Federal Court upholds Trudeau’s prorogation of Parliament

By Alex Zoltan

A Federal Court judge has decided in favour of Prime Minister Justin Trudeau’s decision to prorogue Parliament on Jan. 6.

Chief Justice Paul Crampton, the Federal Court judge who expedited and oversaw the case, decided on Thursday the applicants failed to demonstrate prorogation was a “stratagem designed specifically to interrupt the business of Parliament” or prevent “a motion for non-confidence in the government.”

Chief Justice Crampton’s decision acknowledged that the decision to prorogue Parliament was one “in service of the interests of the Liberal Party” rather than Canadians at writ.

“It is not possible to disentangle the partisan reasons from the other reasons given by the Prime Minister,” Crampton conceded.

However, Crampton also decided that “it is not the Court’s role to question the wisdom or merits of those decisions.”

Remaining sympathetic to the spirit of the challenge, Crampton’s decision likewise acknowledged the legal precedent established by a U.K. court decision that ruled former prime minister Boris Johnson’s prorogation of Parliament in 2019 was unlawful. Crampton acknowledged that it “appears to be the only case in the history of the Commonwealth where a court interfered with the exercise of the Crown prerogative to prorogue Parliament.”

However, Crampton went on to further explain the U.K. Supreme Court’s decision was underpinned by circumstances the U.K. courts said “have never arisen before and are unlikely to ever arise again,” referring to the Brexit crisis.

The Justice Centre for Constitutional Freedoms—a legal group representing the applicants in their challenge to prorogation—felt the circumstances in the Miller II case were sufficiently analogous to the Trump tariff threats against Canada.

Crampton remained unconvinced—not necessarily of the differences between Brexit and the Trump tariff threats, but of the symmetry suggested by the JCCF between the Canadian and British legal systems.

“The principal difference is that the UK does not have a written constitution,” Crampton wrote in his decision. “As a result, the UK’s system is one of Parliamentary supremacy, in contrast to Canada’s system of constitutional supremacy.”

On the issue of constitutionality, Crampton also remained steadfast in his decision to uphold prorogation.

The JCCF brought two constitutional challenges to prorogation: that it contravened sections 3 and 5 of the Charter of Rights and Freedoms.

Section 3 guarantees each Canadian citizen the right to vote and to run in elections.

Crampton’s decision rejected that prorogation could ever lead to a prime minister being liable to contravention of the Charter on account of a previous Federal Court of Appeal technicality that it is the “Governor General that called the election, not the Prime Minister.”

Section 5, meanwhile, guarantees there “shall be a sitting of Parliament and of each legislature at least once every twelve months.”

Crampton did not find the JCCF’s challenge to prorogation on account of Section 5 was a proper reading of the Charter. Section 5, he argued, does not “regulate the prorogation power. It simply articulates a temporal limit to any adjournment, prorogation or dissolution of Parliament.”

The judge additionally acknowledged that the applicants—and presumably, by extension, many Canadians—might find his decision “troubling,” citing the executive branch “increasingly drawing functions away from the legislative branch.”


TASK DESCRIPTION: Give a single number in reply. It is the count of lines below that contain the string "employment".

SUPPLIED MATERIAL:
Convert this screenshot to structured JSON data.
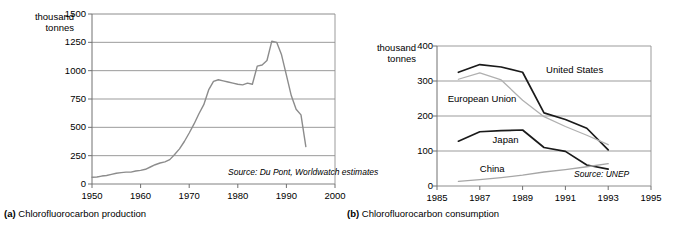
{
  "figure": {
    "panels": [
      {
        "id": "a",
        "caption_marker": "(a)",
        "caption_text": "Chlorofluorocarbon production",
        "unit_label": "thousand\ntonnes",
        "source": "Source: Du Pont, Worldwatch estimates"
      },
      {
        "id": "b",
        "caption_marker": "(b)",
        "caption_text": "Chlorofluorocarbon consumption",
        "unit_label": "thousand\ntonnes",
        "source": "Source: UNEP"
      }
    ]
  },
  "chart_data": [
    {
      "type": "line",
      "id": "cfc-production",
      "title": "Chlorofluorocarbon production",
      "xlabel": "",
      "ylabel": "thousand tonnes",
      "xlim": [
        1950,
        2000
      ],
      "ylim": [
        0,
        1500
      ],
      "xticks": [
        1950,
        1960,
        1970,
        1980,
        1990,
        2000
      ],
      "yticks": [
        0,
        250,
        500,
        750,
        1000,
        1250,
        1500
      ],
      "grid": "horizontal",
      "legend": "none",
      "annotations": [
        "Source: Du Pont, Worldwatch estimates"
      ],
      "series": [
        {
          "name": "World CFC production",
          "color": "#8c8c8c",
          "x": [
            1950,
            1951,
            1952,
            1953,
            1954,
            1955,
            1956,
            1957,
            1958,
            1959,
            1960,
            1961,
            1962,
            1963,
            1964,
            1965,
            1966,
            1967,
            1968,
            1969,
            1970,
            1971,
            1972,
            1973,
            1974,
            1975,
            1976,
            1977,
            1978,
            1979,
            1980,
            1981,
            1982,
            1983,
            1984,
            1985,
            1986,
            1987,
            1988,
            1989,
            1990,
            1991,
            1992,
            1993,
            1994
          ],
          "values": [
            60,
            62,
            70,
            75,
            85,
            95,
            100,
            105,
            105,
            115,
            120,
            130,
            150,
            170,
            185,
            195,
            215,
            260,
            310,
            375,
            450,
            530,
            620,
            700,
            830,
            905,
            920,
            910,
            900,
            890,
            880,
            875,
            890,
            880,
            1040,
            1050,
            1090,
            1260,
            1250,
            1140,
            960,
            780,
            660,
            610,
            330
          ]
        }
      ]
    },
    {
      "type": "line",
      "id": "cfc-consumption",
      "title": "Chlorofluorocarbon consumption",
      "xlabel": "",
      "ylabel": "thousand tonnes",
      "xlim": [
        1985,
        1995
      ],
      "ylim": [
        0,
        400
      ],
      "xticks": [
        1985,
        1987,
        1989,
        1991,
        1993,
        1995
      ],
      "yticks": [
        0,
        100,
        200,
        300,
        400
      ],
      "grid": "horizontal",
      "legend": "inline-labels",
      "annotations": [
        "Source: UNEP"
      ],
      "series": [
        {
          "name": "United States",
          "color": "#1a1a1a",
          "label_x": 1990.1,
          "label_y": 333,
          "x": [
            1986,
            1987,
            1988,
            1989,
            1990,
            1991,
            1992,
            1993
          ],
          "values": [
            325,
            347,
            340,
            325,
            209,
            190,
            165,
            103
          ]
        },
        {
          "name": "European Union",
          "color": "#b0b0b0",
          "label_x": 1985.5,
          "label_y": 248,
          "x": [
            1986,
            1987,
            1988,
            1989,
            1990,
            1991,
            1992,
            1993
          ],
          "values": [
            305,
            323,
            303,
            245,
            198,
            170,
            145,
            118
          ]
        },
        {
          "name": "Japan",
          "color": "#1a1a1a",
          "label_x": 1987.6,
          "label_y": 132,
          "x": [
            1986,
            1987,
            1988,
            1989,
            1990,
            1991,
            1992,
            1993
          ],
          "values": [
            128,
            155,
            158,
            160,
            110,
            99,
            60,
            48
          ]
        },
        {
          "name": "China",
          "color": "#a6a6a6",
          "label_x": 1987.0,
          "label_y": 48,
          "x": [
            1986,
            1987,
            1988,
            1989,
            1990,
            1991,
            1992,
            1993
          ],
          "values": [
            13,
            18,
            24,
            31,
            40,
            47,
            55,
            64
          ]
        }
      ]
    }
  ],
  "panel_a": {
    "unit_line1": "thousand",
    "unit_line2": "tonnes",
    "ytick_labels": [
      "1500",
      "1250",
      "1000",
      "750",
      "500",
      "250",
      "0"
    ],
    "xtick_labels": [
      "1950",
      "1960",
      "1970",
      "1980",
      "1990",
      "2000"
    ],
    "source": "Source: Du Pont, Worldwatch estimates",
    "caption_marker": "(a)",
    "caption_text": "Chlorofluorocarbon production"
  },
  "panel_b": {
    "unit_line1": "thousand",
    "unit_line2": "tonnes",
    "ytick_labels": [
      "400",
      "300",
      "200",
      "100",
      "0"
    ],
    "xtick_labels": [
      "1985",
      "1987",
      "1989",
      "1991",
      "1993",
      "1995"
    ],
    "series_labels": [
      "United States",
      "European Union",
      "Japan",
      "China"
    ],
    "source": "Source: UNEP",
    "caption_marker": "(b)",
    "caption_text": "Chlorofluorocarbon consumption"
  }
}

---

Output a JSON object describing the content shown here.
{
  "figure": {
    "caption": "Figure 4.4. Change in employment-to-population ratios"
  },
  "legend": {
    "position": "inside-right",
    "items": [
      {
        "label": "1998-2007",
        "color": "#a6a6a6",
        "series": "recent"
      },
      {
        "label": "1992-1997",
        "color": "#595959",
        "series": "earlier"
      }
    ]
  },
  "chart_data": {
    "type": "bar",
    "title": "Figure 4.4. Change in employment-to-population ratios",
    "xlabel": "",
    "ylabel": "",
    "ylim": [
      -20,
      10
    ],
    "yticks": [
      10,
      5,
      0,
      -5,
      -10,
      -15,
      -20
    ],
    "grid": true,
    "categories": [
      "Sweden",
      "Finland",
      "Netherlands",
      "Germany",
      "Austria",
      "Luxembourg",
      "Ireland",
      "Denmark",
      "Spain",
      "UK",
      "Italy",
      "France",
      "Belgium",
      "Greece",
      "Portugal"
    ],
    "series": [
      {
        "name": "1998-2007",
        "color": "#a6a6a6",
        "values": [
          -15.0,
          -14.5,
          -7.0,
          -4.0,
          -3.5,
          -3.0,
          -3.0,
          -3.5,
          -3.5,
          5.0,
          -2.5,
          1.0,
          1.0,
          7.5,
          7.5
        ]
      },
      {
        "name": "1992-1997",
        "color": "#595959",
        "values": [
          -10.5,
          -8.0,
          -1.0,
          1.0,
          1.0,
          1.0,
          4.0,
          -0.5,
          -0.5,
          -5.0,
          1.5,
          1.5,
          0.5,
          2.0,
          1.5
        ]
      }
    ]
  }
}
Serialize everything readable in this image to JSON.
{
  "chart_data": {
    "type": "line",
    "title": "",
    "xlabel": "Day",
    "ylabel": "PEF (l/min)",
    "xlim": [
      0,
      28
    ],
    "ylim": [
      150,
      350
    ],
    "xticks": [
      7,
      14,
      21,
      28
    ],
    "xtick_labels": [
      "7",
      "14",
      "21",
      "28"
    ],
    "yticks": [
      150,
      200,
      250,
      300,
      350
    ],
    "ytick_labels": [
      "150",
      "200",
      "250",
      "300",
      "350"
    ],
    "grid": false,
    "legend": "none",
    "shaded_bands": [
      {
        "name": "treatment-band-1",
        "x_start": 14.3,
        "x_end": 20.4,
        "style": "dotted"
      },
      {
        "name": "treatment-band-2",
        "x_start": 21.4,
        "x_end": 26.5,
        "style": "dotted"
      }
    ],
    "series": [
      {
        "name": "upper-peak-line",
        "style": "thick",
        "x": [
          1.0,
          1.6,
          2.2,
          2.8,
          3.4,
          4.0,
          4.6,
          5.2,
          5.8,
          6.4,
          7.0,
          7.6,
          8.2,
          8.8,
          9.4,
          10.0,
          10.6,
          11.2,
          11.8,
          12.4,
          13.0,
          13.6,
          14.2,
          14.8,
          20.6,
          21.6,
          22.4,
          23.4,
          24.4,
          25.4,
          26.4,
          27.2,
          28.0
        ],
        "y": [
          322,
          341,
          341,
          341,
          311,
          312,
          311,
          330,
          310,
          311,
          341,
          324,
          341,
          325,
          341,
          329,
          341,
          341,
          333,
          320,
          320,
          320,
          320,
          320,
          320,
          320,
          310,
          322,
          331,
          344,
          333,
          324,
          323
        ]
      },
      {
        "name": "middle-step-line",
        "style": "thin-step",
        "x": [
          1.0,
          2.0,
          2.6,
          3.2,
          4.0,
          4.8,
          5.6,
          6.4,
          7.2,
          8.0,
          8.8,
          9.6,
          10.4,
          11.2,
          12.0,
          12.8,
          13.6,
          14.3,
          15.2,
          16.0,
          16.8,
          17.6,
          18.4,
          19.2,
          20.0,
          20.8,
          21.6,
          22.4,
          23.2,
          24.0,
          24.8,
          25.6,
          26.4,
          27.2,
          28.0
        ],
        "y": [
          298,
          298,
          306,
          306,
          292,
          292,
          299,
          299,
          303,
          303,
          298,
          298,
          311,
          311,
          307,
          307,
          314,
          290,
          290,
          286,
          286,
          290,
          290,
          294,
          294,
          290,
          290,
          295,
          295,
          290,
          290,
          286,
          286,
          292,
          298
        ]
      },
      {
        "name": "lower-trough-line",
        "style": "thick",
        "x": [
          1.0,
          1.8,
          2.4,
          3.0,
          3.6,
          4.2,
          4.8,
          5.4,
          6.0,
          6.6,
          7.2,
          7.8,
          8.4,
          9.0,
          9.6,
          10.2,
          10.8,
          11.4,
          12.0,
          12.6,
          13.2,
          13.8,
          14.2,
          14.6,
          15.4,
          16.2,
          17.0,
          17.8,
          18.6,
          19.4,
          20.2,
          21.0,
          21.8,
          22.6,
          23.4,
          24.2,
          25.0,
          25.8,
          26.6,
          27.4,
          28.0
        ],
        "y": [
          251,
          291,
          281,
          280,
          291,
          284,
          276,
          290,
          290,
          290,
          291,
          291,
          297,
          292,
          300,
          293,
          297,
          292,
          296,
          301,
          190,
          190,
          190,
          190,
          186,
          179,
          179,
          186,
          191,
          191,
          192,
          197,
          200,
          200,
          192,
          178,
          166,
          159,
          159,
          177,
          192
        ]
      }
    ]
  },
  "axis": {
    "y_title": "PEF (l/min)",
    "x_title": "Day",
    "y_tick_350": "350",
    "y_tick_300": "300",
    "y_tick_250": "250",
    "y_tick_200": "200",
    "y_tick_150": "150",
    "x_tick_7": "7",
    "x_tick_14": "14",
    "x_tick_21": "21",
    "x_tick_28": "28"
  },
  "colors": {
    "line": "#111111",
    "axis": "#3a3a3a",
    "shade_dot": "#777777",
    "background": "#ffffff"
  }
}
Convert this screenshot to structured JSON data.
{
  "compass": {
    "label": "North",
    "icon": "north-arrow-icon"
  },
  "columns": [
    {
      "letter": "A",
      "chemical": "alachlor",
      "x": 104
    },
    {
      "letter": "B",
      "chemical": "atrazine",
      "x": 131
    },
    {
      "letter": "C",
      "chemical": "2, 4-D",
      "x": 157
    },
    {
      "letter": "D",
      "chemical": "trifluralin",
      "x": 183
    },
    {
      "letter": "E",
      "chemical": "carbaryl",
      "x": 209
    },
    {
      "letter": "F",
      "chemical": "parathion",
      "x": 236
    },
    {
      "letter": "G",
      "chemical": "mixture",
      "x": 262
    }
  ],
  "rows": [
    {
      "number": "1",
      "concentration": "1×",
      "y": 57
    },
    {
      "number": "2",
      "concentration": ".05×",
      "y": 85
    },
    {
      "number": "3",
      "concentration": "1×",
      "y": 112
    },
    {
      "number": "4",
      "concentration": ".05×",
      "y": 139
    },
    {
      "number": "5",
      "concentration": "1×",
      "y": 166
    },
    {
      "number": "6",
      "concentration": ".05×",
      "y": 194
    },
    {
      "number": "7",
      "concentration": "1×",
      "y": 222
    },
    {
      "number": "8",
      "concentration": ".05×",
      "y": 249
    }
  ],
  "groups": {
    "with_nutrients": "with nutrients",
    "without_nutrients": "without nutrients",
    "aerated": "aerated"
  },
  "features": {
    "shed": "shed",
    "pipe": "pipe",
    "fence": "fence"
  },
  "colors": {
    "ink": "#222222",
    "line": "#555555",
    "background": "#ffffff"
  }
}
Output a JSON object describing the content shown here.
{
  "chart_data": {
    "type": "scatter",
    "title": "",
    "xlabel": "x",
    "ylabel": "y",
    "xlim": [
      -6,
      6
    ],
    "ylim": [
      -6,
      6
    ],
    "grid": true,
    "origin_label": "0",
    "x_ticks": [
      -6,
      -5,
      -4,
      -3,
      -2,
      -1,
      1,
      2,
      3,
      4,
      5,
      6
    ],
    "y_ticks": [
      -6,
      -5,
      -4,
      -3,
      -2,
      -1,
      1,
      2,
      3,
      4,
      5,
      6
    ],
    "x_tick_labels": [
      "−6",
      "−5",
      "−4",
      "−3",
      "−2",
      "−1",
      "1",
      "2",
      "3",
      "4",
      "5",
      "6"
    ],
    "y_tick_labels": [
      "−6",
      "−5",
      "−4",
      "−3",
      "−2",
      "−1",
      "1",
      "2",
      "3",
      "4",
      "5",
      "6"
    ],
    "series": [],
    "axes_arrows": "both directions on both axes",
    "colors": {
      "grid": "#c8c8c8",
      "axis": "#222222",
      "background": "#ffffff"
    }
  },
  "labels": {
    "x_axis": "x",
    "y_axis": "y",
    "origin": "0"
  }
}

SOLUTION: 2